Every now and then he picked up his mobile and checked the hour and at 3 a.m. he slid out of the bed and stood by the front window and looked out at the estate.
It was raining. Wind shook the shrubs and hedges in neighbouring gardens, banged a gate somewhere across the way, slapped the windowpane. There were no lights on in the houses directly across the green. Nothing stirred but the night’s own breath.
He stood there for ten, maybe fifteen minutes, then found his feet.
Even if one of his children woke up they would pay no mind to his nocturnal roving; it wouldn’t be the first time insomnia had tortured him. He dressed and went downstairs to the kitchen, opened the back door, and looked out. No lights in the houses backing onto his, either, except the usual glow from some of the neighbours’ bathrooms.
It was the kind of night that could go on forever.
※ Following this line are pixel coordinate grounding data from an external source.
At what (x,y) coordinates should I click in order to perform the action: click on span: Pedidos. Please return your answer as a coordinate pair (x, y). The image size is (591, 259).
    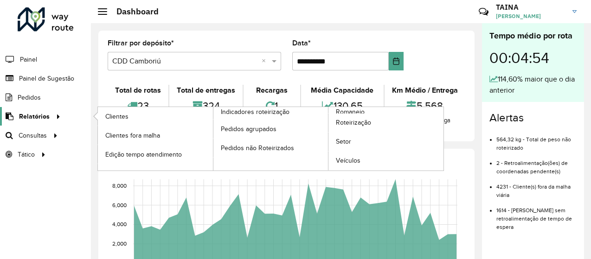
    Looking at the image, I should click on (29, 97).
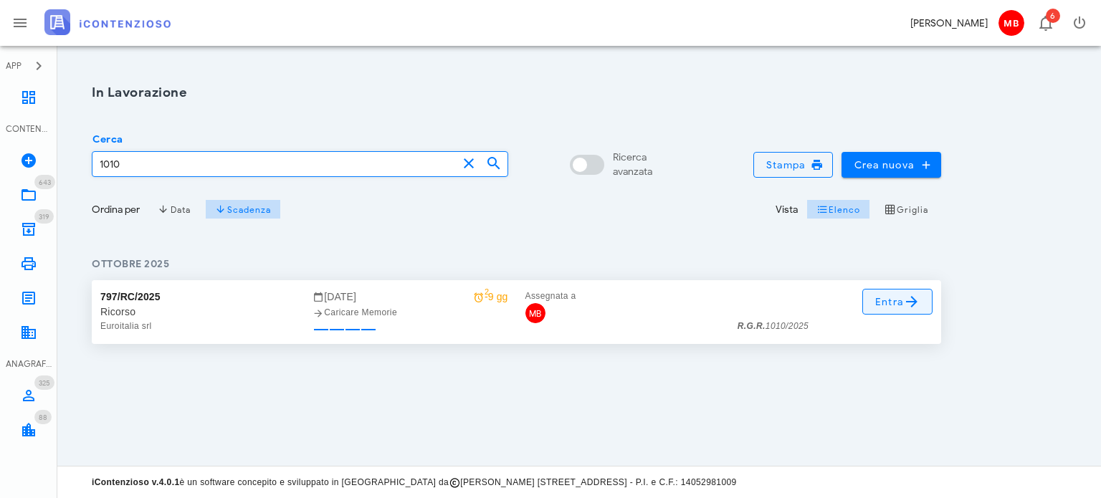 This screenshot has height=498, width=1101. I want to click on span: Entra, so click(897, 302).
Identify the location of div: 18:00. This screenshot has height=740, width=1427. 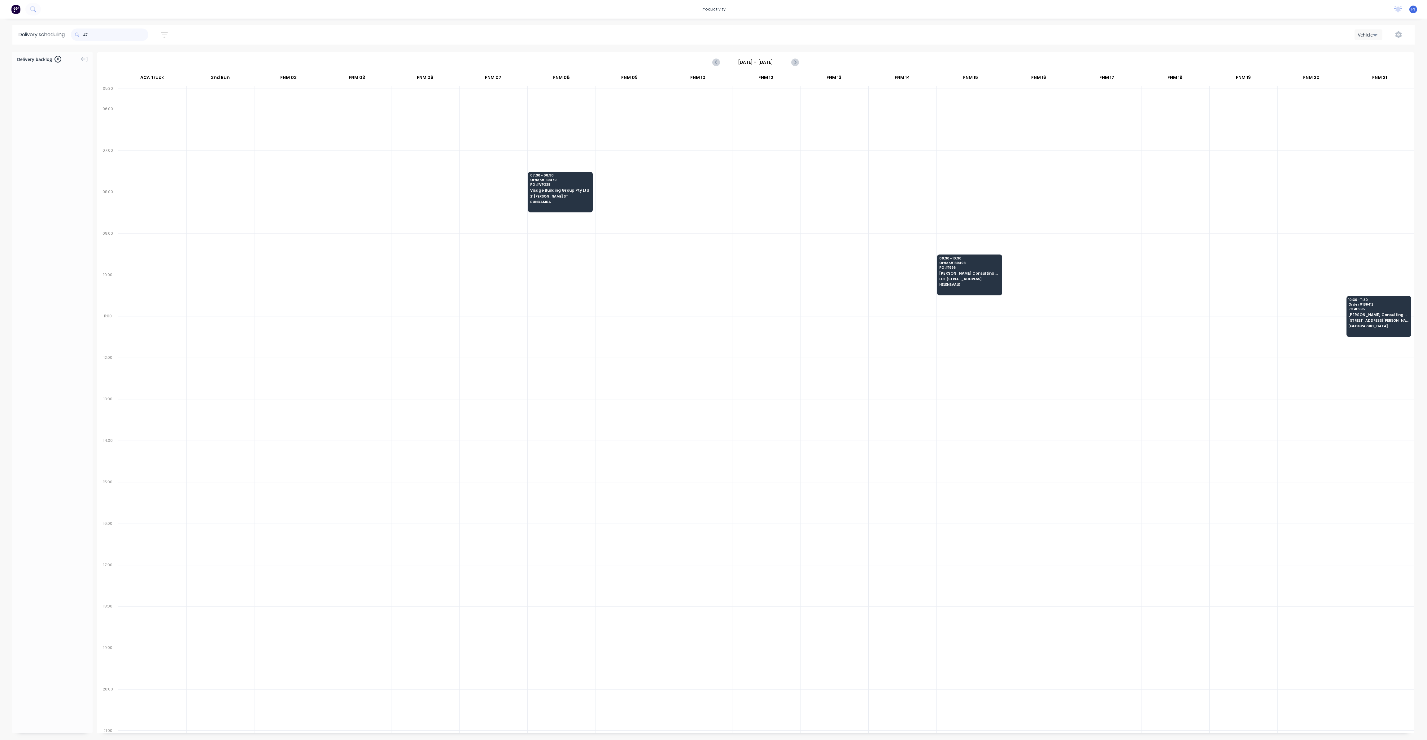
(108, 623).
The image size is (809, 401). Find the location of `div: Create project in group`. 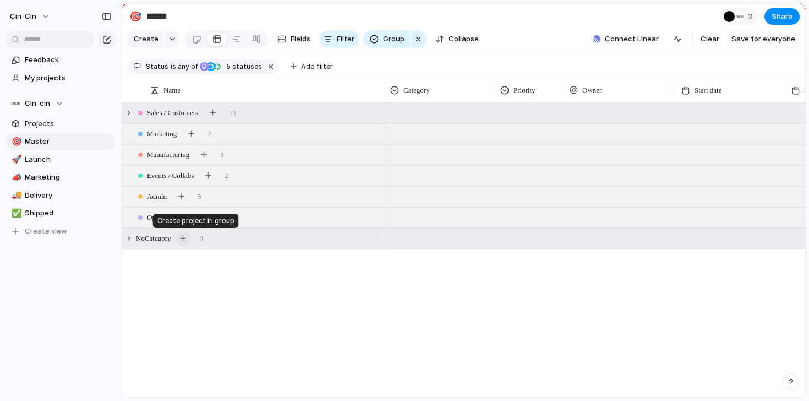

div: Create project in group is located at coordinates (196, 221).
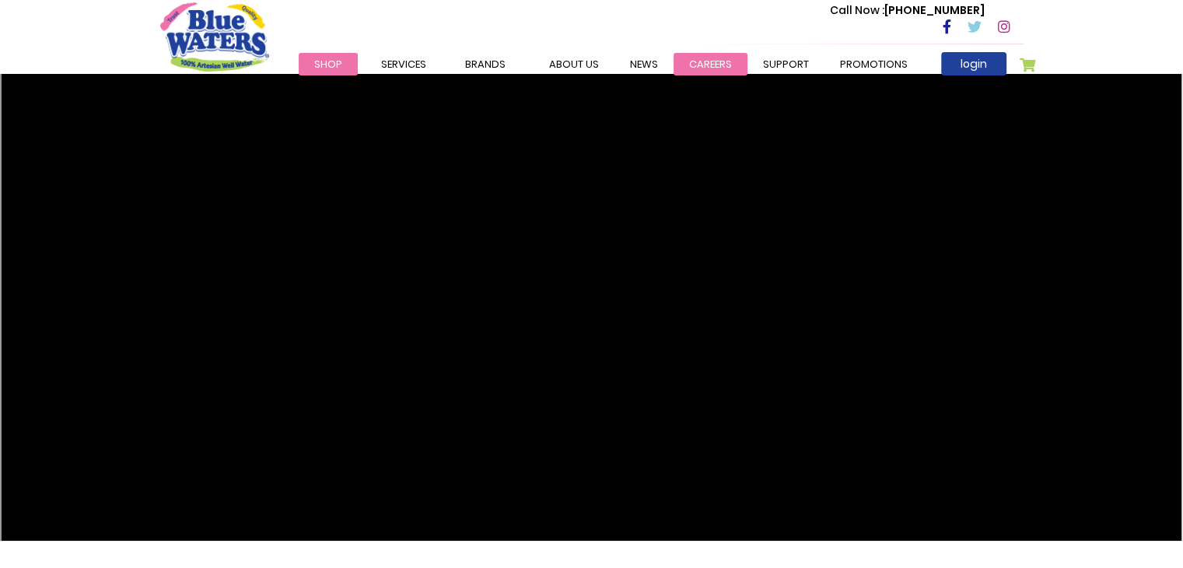  I want to click on a: about us, so click(574, 64).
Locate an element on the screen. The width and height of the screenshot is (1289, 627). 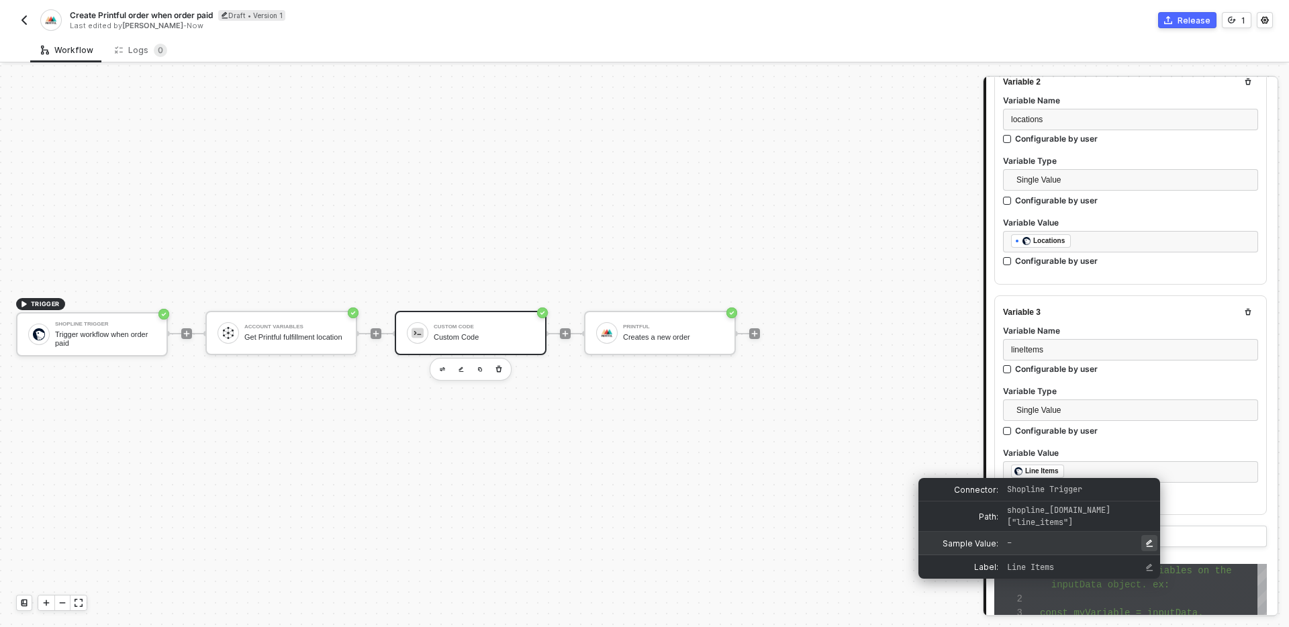
button: copy-block is located at coordinates (480, 369).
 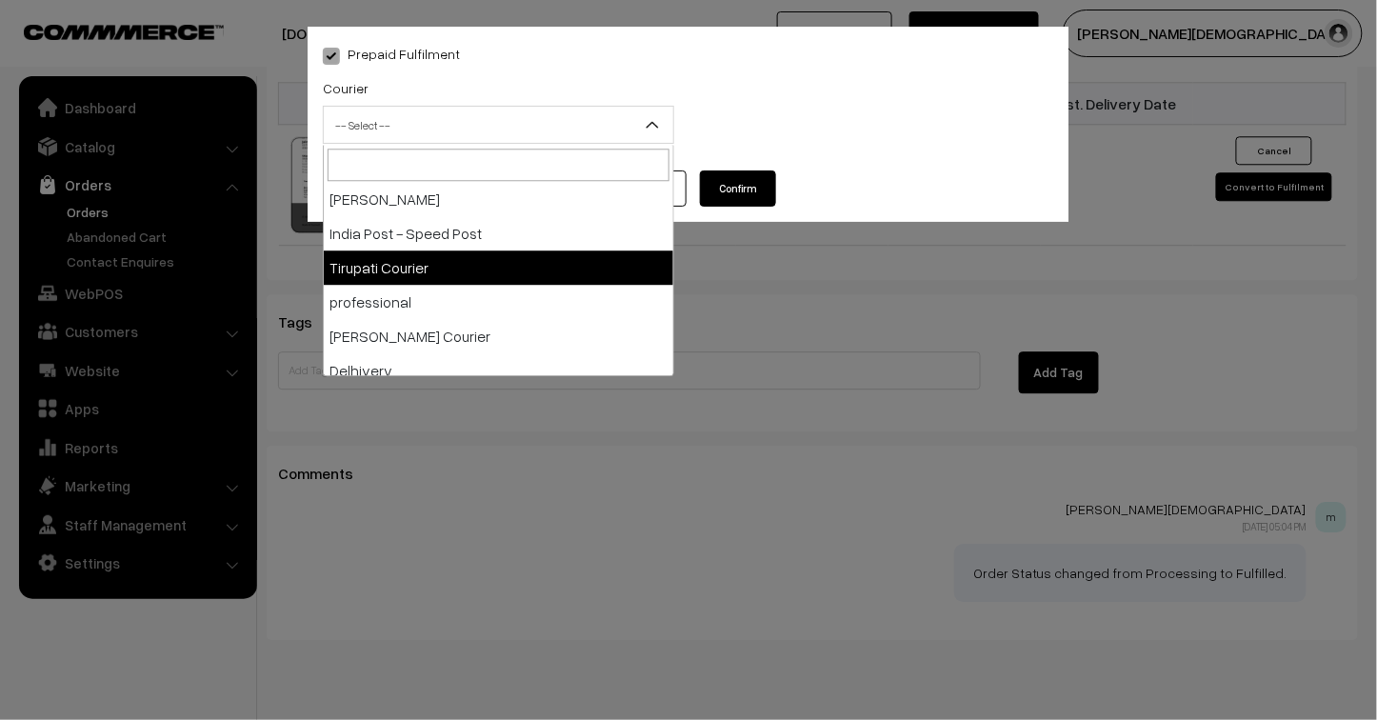 What do you see at coordinates (392, 53) in the screenshot?
I see `label: Prepaid Fulfilment` at bounding box center [392, 53].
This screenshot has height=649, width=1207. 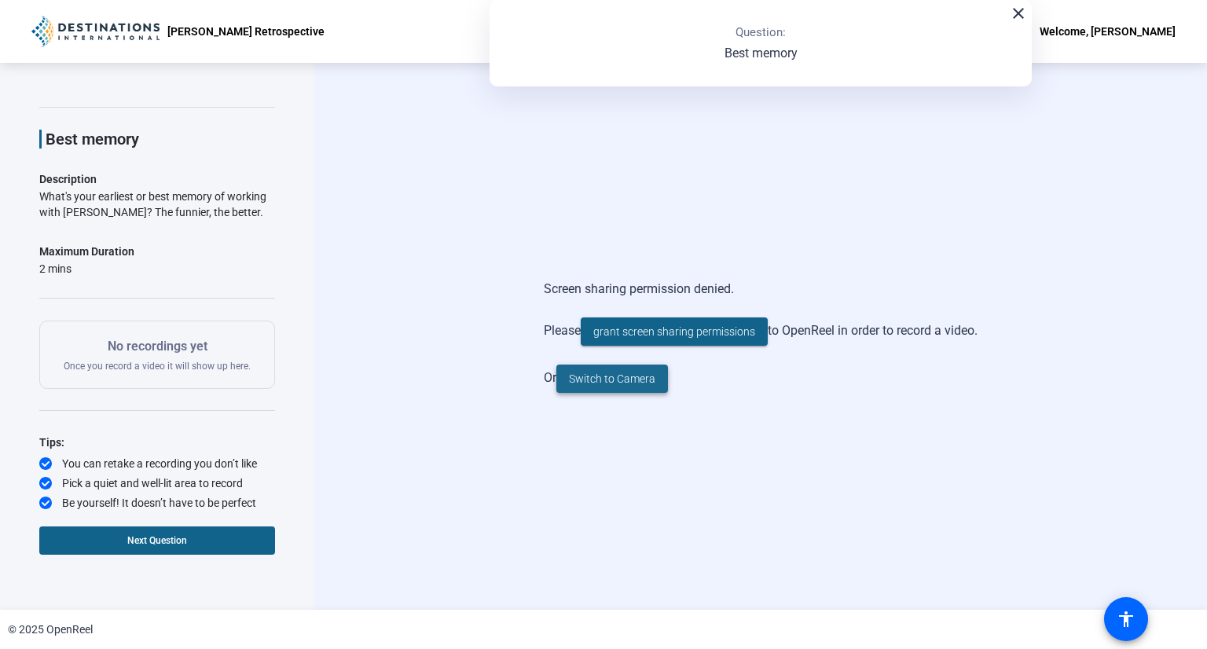 What do you see at coordinates (157, 541) in the screenshot?
I see `span: Next Question` at bounding box center [157, 541].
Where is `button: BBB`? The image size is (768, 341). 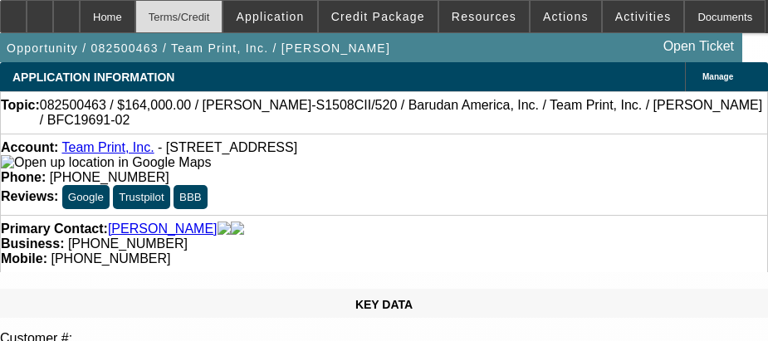 button: BBB is located at coordinates (190, 197).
The key turned in Duane’s back door. He stood for a moment in her kitchen, inhaling the scent of air freshener coiled through stale smoke and grease. Then he picked his way through the darkness into her hall, the layout identical to his own heap, checked the sitting room for signs of life, and crept up the stairs. The bathroom light was on and its door left ajar.
A creak on the step third from the top. He wondered what he’d say if she woke and caught him. If he claimed to have been overcome by night-time fervours and desperate for the loving touch of a spindly bitch, would she believe him? Would she cast him aside, his being all grown up and therefore way too fucking old for her?
He tried the door to the front bedroom and was momentarily bewildered by the decor, fittings and fragrances. His eyes tuned into the dark and he made sense of the shapes around him. Posters, perfumes on the dressing table, the Playboy bunny on the bedclothes. The bed was empty. This was the daughter’s room.